In the last few weeks, a video about a woman with a cochlear implant or some kind of implantable hearing aid has gone "viral".
Although that video has gone viral, I have not yet watched it, nor do I plan to watch it.
Why? I don't need to.
I know what's involved.
These kind of videos always follow the same "script":
The poor, sad, lonely, isolated Deaf person
who is an object of pity, gets a hearing aid or a cochlear implant,
and when they're turned on, they hear something and are excited about it,
while the onlooking Hearing people are thinking "how wonderful! It's a miracle! This person's life will be SO much better now!"
I'm totally jaded by these videos.
A big YAWN!
Really.... yes, with the hearing aid or implant, they hear something.
But WHAT do they hear?
Looking back, when I had a hearing aid,
(it must be understood that without a hearing aid, I don't hear very much)
but with a hearing aid, I could hear a lot --
I could hear planes flying overhead, sometimes birds twittering in the trees,
when I went to the beach, I could hear the waves lapping on the shore,
I could hear people talking, and know the difference between talking and singing,
I could hear babies crying -- there were MANY things I could hear with my hearing aids.
But -- there was one thing I was never able to hear:
the sounds necessary for comprehending speech.
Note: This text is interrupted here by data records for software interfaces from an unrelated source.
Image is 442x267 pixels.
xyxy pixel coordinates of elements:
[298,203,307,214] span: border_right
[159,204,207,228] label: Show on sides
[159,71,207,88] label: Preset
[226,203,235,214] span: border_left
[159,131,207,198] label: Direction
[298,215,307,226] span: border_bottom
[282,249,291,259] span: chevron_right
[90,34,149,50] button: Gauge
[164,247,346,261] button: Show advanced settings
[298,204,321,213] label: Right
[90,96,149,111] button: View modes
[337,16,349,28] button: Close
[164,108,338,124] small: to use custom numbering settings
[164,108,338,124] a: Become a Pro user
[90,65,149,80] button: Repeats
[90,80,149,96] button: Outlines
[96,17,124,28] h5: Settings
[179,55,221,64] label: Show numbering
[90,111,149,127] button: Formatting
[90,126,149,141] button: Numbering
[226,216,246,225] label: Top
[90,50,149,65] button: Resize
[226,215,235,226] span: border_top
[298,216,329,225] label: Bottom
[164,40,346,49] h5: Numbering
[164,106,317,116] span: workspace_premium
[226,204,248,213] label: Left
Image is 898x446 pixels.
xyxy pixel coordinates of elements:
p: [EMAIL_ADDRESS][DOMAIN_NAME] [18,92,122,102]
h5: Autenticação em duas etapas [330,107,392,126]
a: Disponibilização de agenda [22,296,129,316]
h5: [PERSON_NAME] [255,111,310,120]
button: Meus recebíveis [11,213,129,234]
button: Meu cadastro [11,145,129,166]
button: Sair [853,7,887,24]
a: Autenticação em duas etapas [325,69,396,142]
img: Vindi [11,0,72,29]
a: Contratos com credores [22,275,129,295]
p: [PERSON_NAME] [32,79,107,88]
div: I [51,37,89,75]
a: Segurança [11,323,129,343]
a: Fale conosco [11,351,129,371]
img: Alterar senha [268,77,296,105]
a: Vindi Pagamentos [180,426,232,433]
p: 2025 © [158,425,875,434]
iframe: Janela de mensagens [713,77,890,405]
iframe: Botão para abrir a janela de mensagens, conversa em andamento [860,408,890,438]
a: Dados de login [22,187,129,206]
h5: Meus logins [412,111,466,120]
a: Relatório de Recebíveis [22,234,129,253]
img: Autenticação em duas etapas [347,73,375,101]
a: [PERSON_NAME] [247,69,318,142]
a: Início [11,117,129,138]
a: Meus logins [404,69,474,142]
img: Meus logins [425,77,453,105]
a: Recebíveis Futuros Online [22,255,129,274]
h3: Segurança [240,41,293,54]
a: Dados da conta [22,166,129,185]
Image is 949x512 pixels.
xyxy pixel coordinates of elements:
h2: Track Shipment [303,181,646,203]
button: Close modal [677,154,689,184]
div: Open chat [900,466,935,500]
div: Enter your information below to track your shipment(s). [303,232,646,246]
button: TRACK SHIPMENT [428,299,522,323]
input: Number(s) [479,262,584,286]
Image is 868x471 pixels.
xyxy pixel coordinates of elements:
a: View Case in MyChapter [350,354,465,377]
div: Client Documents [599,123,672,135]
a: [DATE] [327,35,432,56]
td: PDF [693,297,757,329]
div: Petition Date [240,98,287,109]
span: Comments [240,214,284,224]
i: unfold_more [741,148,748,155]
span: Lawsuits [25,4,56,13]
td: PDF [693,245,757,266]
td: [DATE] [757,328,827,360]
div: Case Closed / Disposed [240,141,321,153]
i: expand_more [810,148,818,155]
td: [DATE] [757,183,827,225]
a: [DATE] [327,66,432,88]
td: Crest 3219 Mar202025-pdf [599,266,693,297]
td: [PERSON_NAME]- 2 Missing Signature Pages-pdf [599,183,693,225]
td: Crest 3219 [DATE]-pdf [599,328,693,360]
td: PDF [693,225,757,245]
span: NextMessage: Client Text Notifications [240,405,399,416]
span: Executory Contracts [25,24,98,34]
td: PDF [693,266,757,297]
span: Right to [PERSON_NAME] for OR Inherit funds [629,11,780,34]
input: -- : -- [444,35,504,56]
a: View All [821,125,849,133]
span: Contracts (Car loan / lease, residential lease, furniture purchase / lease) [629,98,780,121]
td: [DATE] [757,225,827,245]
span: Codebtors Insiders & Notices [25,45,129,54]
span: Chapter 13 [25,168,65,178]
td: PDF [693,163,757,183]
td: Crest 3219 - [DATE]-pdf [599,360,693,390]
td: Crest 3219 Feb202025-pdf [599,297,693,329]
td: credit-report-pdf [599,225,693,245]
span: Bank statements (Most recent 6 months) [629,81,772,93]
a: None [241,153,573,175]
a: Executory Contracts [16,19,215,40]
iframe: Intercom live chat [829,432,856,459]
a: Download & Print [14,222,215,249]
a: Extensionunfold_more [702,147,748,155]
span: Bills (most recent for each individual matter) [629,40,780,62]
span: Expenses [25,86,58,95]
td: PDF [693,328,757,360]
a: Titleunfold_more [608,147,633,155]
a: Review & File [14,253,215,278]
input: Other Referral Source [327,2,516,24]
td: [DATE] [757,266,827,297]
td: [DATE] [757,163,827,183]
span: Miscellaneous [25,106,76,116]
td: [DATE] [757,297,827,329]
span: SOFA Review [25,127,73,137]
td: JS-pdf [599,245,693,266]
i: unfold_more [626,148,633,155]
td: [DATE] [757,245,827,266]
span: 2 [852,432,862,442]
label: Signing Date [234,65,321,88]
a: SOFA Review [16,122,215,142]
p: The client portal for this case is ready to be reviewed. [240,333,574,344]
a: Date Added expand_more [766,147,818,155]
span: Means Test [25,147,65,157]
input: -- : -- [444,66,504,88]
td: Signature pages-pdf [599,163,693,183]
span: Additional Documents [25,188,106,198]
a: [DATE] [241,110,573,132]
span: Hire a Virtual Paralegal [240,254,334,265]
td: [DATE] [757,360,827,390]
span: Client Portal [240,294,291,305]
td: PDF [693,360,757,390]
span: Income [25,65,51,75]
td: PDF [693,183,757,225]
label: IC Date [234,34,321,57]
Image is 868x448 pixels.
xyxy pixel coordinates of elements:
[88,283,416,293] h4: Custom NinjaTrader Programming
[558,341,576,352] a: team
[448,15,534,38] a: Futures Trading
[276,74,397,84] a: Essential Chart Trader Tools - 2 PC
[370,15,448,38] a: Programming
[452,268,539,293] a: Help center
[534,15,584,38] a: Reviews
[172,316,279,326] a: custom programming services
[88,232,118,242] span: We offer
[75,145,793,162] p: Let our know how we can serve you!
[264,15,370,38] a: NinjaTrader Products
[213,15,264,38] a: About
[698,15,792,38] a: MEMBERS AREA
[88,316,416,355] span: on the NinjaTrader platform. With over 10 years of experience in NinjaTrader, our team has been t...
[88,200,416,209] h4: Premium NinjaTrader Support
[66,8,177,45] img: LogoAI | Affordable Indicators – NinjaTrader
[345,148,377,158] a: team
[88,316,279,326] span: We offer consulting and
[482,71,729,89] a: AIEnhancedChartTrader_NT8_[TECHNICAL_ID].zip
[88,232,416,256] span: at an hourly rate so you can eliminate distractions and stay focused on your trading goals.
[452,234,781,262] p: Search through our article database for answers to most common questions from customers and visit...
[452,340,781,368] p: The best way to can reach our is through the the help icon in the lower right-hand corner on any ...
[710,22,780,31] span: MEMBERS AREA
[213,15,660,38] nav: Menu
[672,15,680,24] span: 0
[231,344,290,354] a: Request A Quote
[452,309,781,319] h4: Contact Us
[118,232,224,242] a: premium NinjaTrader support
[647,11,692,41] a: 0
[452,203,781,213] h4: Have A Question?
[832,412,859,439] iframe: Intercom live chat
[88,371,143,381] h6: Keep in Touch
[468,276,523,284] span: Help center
I could hear the vowels -- A, E, I, O, U, and MAYBE some consonants,
but most of the time, the consonants were not audible for me.
If a person was talking to me while I was not looking at them,
I would hear only "ba aa ee ba loo boo eee aaa ooo laa eh poo kaa no piloo ee moo noo pa too"
And that's basically it.
Which means I understood nothing (or next to nothing) of what was said.
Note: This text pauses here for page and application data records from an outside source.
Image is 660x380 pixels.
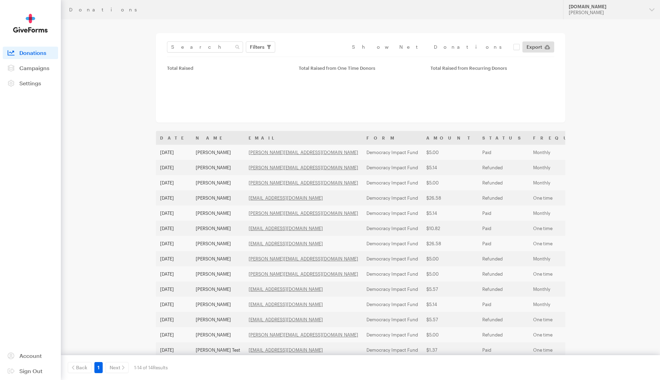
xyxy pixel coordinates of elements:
td: Refunded [478,175,529,190]
a: Donations [3,47,58,59]
td: [DATE] [156,267,192,282]
td: Paid [478,343,529,358]
span: Export [526,43,542,51]
a: [PERSON_NAME][EMAIL_ADDRESS][DOMAIN_NAME] [249,332,358,338]
td: [DATE] [156,297,192,312]
a: [PERSON_NAME][EMAIL_ADDRESS][DOMAIN_NAME] [249,256,358,262]
td: Refunded [478,190,529,206]
td: Democracy Impact Fund [362,282,422,297]
a: Sign Out [3,365,58,377]
td: [PERSON_NAME] [192,236,244,251]
th: Status [478,131,529,145]
td: Paid [478,221,529,236]
td: Democracy Impact Fund [362,221,422,236]
td: Monthly [529,145,608,160]
a: Export [522,41,554,53]
td: [DATE] [156,312,192,327]
td: $5.14 [422,160,478,175]
td: $26.58 [422,236,478,251]
td: Refunded [478,282,529,297]
td: [DATE] [156,282,192,297]
td: Monthly [529,297,608,312]
td: Democracy Impact Fund [362,327,422,343]
th: Name [192,131,244,145]
a: [EMAIL_ADDRESS][DOMAIN_NAME] [249,195,323,201]
td: [PERSON_NAME] [192,145,244,160]
td: [DATE] [156,221,192,236]
td: [PERSON_NAME] [192,297,244,312]
th: Form [362,131,422,145]
td: Democracy Impact Fund [362,160,422,175]
td: [DATE] [156,251,192,267]
td: [PERSON_NAME] [192,160,244,175]
td: Paid [478,145,529,160]
td: Paid [478,297,529,312]
td: Refunded [478,267,529,282]
div: [DOMAIN_NAME] [569,4,644,10]
th: Amount [422,131,478,145]
td: [PERSON_NAME] [192,206,244,221]
td: One time [529,267,608,282]
td: [DATE] [156,206,192,221]
div: Total Raised from One Time Donors [299,65,422,71]
td: One time [529,312,608,327]
td: Paid [478,206,529,221]
td: Monthly [529,160,608,175]
td: One time [529,190,608,206]
td: [DATE] [156,175,192,190]
td: $5.57 [422,282,478,297]
a: [PERSON_NAME][EMAIL_ADDRESS][DOMAIN_NAME] [249,150,358,155]
td: $5.14 [422,297,478,312]
th: Date [156,131,192,145]
a: [EMAIL_ADDRESS][DOMAIN_NAME] [249,226,323,231]
td: [DATE] [156,190,192,206]
td: $5.00 [422,267,478,282]
a: [PERSON_NAME][EMAIL_ADDRESS][DOMAIN_NAME] [249,271,358,277]
button: Filters [246,41,275,53]
td: [PERSON_NAME] [192,190,244,206]
td: Paid [478,236,529,251]
td: [DATE] [156,327,192,343]
td: $5.57 [422,312,478,327]
div: Total Raised from Recurring Donors [430,65,554,71]
span: Sign Out [19,368,43,374]
td: [PERSON_NAME] [192,251,244,267]
span: Account [19,353,42,359]
a: Account [3,350,58,362]
td: $1.37 [422,343,478,358]
a: Settings [3,77,58,90]
td: Democracy Impact Fund [362,175,422,190]
a: [EMAIL_ADDRESS][DOMAIN_NAME] [249,347,323,353]
td: [PERSON_NAME] [192,175,244,190]
span: Campaigns [19,65,49,71]
td: [PERSON_NAME] [192,221,244,236]
td: Monthly [529,251,608,267]
a: [PERSON_NAME][EMAIL_ADDRESS][DOMAIN_NAME] [249,211,358,216]
a: [EMAIL_ADDRESS][DOMAIN_NAME] [249,287,323,292]
td: Democracy Impact Fund [362,343,422,358]
td: [DATE] [156,236,192,251]
span: Filters [250,43,264,51]
td: $5.00 [422,175,478,190]
a: Campaigns [3,62,58,74]
td: One time [529,327,608,343]
div: 1-14 of 14 [134,362,168,373]
td: [DATE] [156,160,192,175]
td: [PERSON_NAME] Test [192,343,244,358]
td: Monthly [529,206,608,221]
td: Democracy Impact Fund [362,190,422,206]
span: Donations [19,49,46,56]
td: [PERSON_NAME] [192,267,244,282]
td: One time [529,221,608,236]
td: Monthly [529,175,608,190]
td: $5.00 [422,251,478,267]
td: $5.00 [422,327,478,343]
td: Democracy Impact Fund [362,312,422,327]
td: One time [529,343,608,358]
a: [PERSON_NAME][EMAIL_ADDRESS][DOMAIN_NAME] [249,180,358,186]
td: [PERSON_NAME] [192,327,244,343]
td: Refunded [478,251,529,267]
td: Refunded [478,312,529,327]
img: GiveForms [13,14,48,33]
div: [PERSON_NAME] [569,10,644,16]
With the hearing aids and watching the person in order to lipread them, I could use my hearing the sounds to add information in order to get the message.
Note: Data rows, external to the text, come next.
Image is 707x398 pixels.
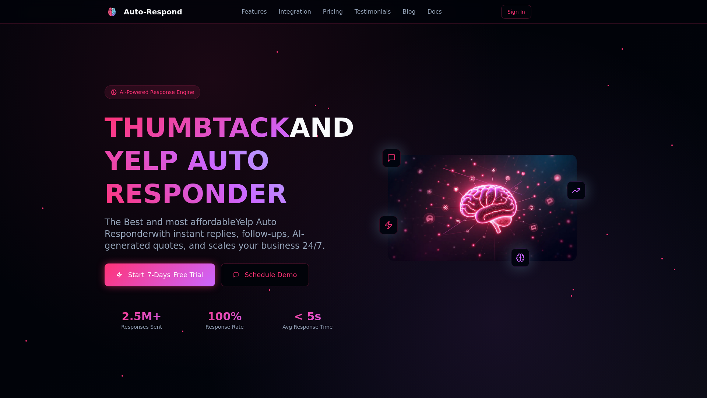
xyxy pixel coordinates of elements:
[533,4,606,20] iframe: Sign in with Google Button
[120,88,194,96] span: AI-Powered Response Engine
[221,263,309,286] button: Schedule Demo
[241,7,267,16] a: Features
[187,323,261,330] div: Response Rate
[105,217,276,239] span: Yelp Auto Responder
[501,5,531,19] a: Sign In
[105,216,345,251] p: The Best and most affordable with instant replies, follow-ups, AI-generated quotes, and scales yo...
[105,323,179,330] div: Responses Sent
[105,144,345,210] h1: YELP AUTO RESPONDER
[271,323,345,330] div: Avg Response Time
[323,7,343,16] a: Pricing
[402,7,415,16] a: Blog
[105,310,179,323] div: 2.5M+
[147,269,170,280] span: 7-Days
[105,4,182,19] a: Auto-Respond LogoAuto-Respond
[107,7,116,16] img: Auto-Respond Logo
[279,7,311,16] a: Integration
[105,112,289,143] span: THUMBTACK
[124,7,182,17] div: Auto-Respond
[105,263,215,286] a: Start7-DaysFree Trial
[388,155,576,261] img: AI Neural Network Brain
[354,7,391,16] a: Testimonials
[427,7,442,16] a: Docs
[289,112,354,143] span: AND
[271,310,345,323] div: < 5s
[187,310,261,323] div: 100%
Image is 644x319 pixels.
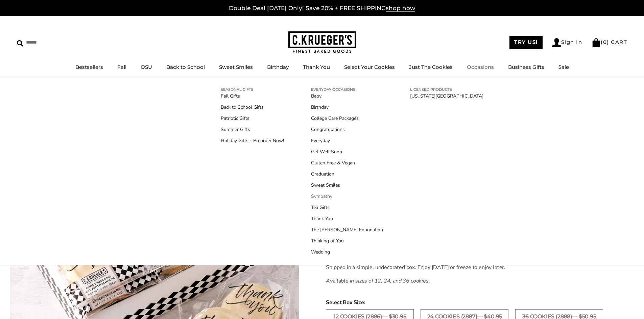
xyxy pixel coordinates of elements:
[167,64,205,70] a: Back to School
[552,38,583,47] a: Sign In
[311,226,383,233] a: The [PERSON_NAME] Foundation
[75,64,103,70] a: Bestsellers
[325,277,430,284] em: Available in sizes of 12, 24, and 36 cookies.
[311,103,383,111] a: Birthday
[229,5,415,12] a: Double Deal [DATE] Only! Save 20% + FREE SHIPPINGshop now
[311,148,383,155] a: Get Well Soon
[311,237,383,244] a: Thinking of You
[591,38,627,45] a: (0) CART
[603,38,606,45] span: 0
[220,86,284,92] a: SEASONAL GIFTS
[17,38,97,48] input: Search
[325,299,627,306] span: Select Box Size:
[508,64,544,70] a: Business Gifts
[311,114,383,122] a: College Care Packages
[220,137,284,144] a: Holiday Gifts - Preorder Now!
[311,248,383,255] a: Wedding
[409,64,453,70] a: Just The Cookies
[266,64,289,70] a: Birthday
[302,64,330,70] a: Thank You
[220,92,284,100] a: Fall Gifts
[325,264,511,271] p: Shipped in a simple, undecorated box. Enjoy [DATE] or freeze to enjoy later.
[311,86,383,92] a: EVERYDAY OCCASIONS
[141,64,152,70] a: OSU
[311,160,383,166] a: Gluten Free & Vegan
[219,64,253,70] a: Sweet Smiles
[288,32,356,53] img: C.KRUEGER'S
[311,126,383,133] a: Congratulations
[311,171,383,177] a: Graduation
[410,92,483,100] a: [US_STATE][GEOGRAPHIC_DATA]
[311,137,383,144] a: Everyday
[311,92,383,100] a: Baby
[385,5,415,12] span: shop now
[17,40,23,47] img: Search
[311,204,383,211] a: Tea Gifts
[311,182,383,188] a: Sweet Smiles
[220,126,284,133] a: Summer Gifts
[311,193,383,200] a: Sympathy
[509,36,542,49] a: TRY US!
[220,114,284,122] a: Patriotic Gifts
[311,215,383,222] a: Thank You
[466,64,494,70] a: Occasions
[117,64,126,70] a: Fall
[591,38,600,47] img: Bag
[220,103,284,111] a: Back to School Gifts
[558,64,569,70] a: Sale
[344,64,395,70] a: Select Your Cookies
[552,38,561,47] img: Account
[410,86,483,92] a: LICENSED PRODUCTS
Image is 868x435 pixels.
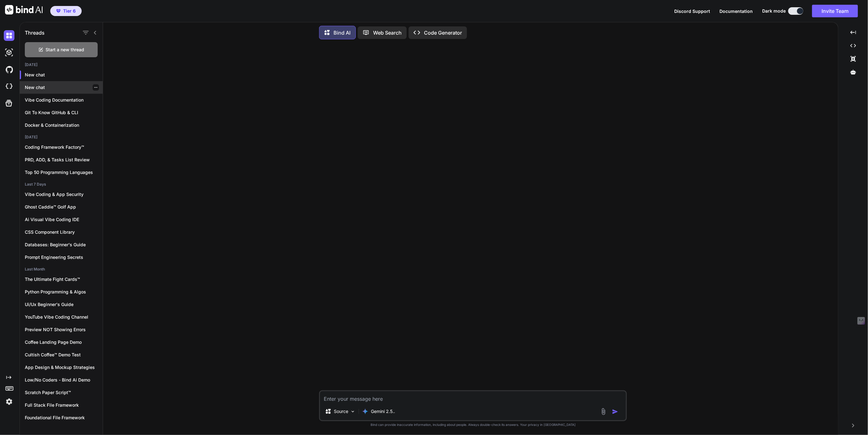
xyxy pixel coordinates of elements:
[25,122,103,128] p: Docker & Containerization
[25,29,45,37] h1: Threads
[25,84,103,90] p: New chat
[25,169,103,176] p: Top 50 Programming Languages
[20,135,103,139] h2: [DATE]
[25,191,103,198] p: Vibe Coding & App Security
[373,29,402,37] p: Web Search
[25,415,103,420] p: Foundational File Framework
[600,408,607,415] img: attachment
[25,204,103,210] p: Ghost Caddie™ Golf App
[25,276,103,282] p: The Ultimate Fight Cards™
[25,352,103,358] p: Cultish Coffee™ Demo Test
[25,216,103,223] p: Ai Visual Vibe Coding IDE
[675,8,710,15] button: Discord Support
[3,64,15,75] img: githubDark
[3,30,15,41] img: darkChat
[50,6,82,16] button: premiumTier 6
[25,327,103,332] p: Preview NOT Showing Errors
[25,144,103,150] p: Coding Framework Factory™
[3,81,15,92] img: cloudideIcon
[46,47,84,53] span: Start a new thread
[350,409,355,414] img: Pick Models
[25,254,103,260] p: Prompt Engineering Secrets
[20,62,103,67] h2: [DATE]
[763,8,786,14] span: Dark mode
[25,377,103,383] p: Low/No Coders - Bind Ai Demo
[371,408,395,415] p: Gemini 2.5..
[675,9,710,14] span: Discord Support
[25,301,103,307] p: Ui/Ux Beginner's Guide
[20,182,103,187] h2: Last 7 Days
[57,9,61,13] img: premium
[63,8,76,14] span: Tier 6
[25,229,103,235] p: CSS Component Library
[362,408,368,415] img: Gemini 2.5 flash
[25,364,103,370] p: App Design & Mockup Strategies
[424,29,462,37] p: Code Generator
[3,396,15,407] img: settings
[25,97,103,103] p: Vibe Coding Documentation
[612,408,619,415] img: icon
[3,47,15,58] img: darkAi-studio
[25,339,103,345] p: Coffee Landing Page Demo
[25,289,103,295] p: Python Programming & Algos
[25,402,103,408] p: Full Stack File Framework
[25,314,103,320] p: YouTube Vibe Coding Channel
[25,157,103,163] p: PRD, ADD, & Tasks List Review
[334,408,348,415] p: Source
[5,5,43,15] img: Bind AI
[25,241,103,248] p: Databases: Beginner's Guide
[25,110,103,115] p: Git To Know GitHub & CLI
[25,72,103,78] p: New chat
[319,422,627,427] p: Bind can provide inaccurate information, including about people. Always double-check its answers....
[719,9,753,14] span: Documentation
[20,266,103,272] h2: Last Month
[812,5,858,17] button: Invite Team
[334,29,351,37] p: Bind AI
[25,390,103,395] p: Scratch Paper Script™
[719,8,753,15] button: Documentation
such as "Oh, he said 'the ball is under the table" or whatever.
Using the sounds HELPED my lipreading.
But without lipreading, I could understand none of it.
Same goes with music. I could hear the music and the beat, but the lyrics were beyond me --
It's almost like listening to a song in Chinese, with a few words of English thrown in there once in a while.
It's almost like that. Totally incomprehensible.
Now, I know some of you are probably saying at this point, "Oh, but cochlear implants are better than hearing aids!"
Oh, really?
There's a website, produced by a cochlear company (or research center),
which I have shown to my (Hearing) students at my university.
The website simulates what it sounds like through a cochlear implant, and my students listened to it.
They tell me two things:
The sound gained through the "cochlear implant" sounds NOTHING like what they hear themselves as Hearing people.
Second, what they hear with the "cochlear implant", even with "more channels" is still hard to comprehend what was said.
What does this mean? It means the person with a cochlear implant is still "hard of hearing", like I was, with hearing aids.
They can hear SOMETHING, but speech comprehension is fuzzy.
These kind of videos, where they show a person getting a hearing aid or cochlear implant or whatever,
are always misleading:
they always make Hearing people think "now this person can hear, everything will be perfect, fine and wonderful for them".
But in reality, it's totally NOT like that, AT ALL!